Land mines return to Europe as front-line states fear Russian invasion
https://www.washingtonpost.com/national-security/2024/02/23/russia-nato-landmine-borders-trump/
https://archive.ph/7tL3P
Land mines return to Europe as front-line states fear Russian invasion
As policymakers reckon with Russias advances in Ukraine and Trumps comments about defending NATO, the tools of 20th-century warfare are coming back in vogue
By Michael Birnbaum
February 23, 2024 at 4:42 p.m. EST
MUNICH With former president Donald Trump encouraging Russia to attack NATO territory and U.S. support for Ukraine flagging, some of the nations that border Russia are looking for ways to harden their defenses, considering land mines and other technologies from ancient wars in a bid to blunt a Kremlin attack.
Two years after Russias invasion of Ukraine, countries such as the Baltic states and Finland warn that a threat to their own territory may be just over the horizon, with some intelligence agencies saying the Kremlin could make such an attempt within a decade. Now they are taking lessons from their enemys robust defense lines in Ukraine, noting that Russias system of minefields, concertina wire and trenches made it all but impossible for Kyivs forces to advance last summer.
European states are still clamoring for F-35 fighter jets and space-age weapons, but the renewed interest and investment in century-old tactics is the latest example of how Russias war in Ukraine is upending long-held assumptions about how to defend NATO territory, with a revived focus on stopping tanks and mobile artillery. And though policymakers say they are still confident that NATO would come to their defense, they add that Trumps rhetoric makes it more important than ever to be able to hold their own for as long as they can.
Nowhere have the choices been starker than in the discussion about land mines, as militaries weigh their low-cost ability to slow tanks and buy time for NATO rescuers against the risk to future generations of their own citizens. Land mines come in many forms, but the cheapest and simplest anti-personnel variant, once laid, can pose a hazard decades after a conflict ends. Mines and other explosive remnants of war killed or injured at least 12 civilians a day globally in 2022, many of them children, according to the Landmine and Cluster Munition Monitor.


# Problem to solve:
Each record should be reproduced exactly.

***** Source data *****

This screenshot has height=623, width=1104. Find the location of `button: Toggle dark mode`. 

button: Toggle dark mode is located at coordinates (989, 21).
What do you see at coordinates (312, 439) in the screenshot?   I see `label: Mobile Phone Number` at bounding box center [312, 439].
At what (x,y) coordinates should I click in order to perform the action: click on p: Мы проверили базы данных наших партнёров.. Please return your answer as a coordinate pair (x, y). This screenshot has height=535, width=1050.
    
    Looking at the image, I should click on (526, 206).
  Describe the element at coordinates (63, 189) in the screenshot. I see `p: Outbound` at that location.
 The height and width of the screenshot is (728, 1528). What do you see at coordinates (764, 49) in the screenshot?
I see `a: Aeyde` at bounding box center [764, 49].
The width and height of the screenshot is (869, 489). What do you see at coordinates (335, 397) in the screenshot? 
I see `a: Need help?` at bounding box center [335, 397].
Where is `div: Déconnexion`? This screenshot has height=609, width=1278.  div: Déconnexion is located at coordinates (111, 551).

*****

# Your response:
This screenshot has height=623, width=1104. Find the location of `button: Toggle dark mode`. 

button: Toggle dark mode is located at coordinates (989, 21).
What do you see at coordinates (312, 439) in the screenshot?   I see `label: Mobile Phone Number` at bounding box center [312, 439].
At what (x,y) coordinates should I click in order to perform the action: click on p: Мы проверили базы данных наших партнёров.. Please return your answer as a coordinate pair (x, y). This screenshot has height=535, width=1050.
    
    Looking at the image, I should click on (526, 206).
  Describe the element at coordinates (63, 189) in the screenshot. I see `p: Outbound` at that location.
 The height and width of the screenshot is (728, 1528). What do you see at coordinates (764, 49) in the screenshot?
I see `a: Aeyde` at bounding box center [764, 49].
The width and height of the screenshot is (869, 489). What do you see at coordinates (335, 397) in the screenshot? 
I see `a: Need help?` at bounding box center [335, 397].
Where is `div: Déconnexion`? This screenshot has height=609, width=1278.  div: Déconnexion is located at coordinates (111, 551).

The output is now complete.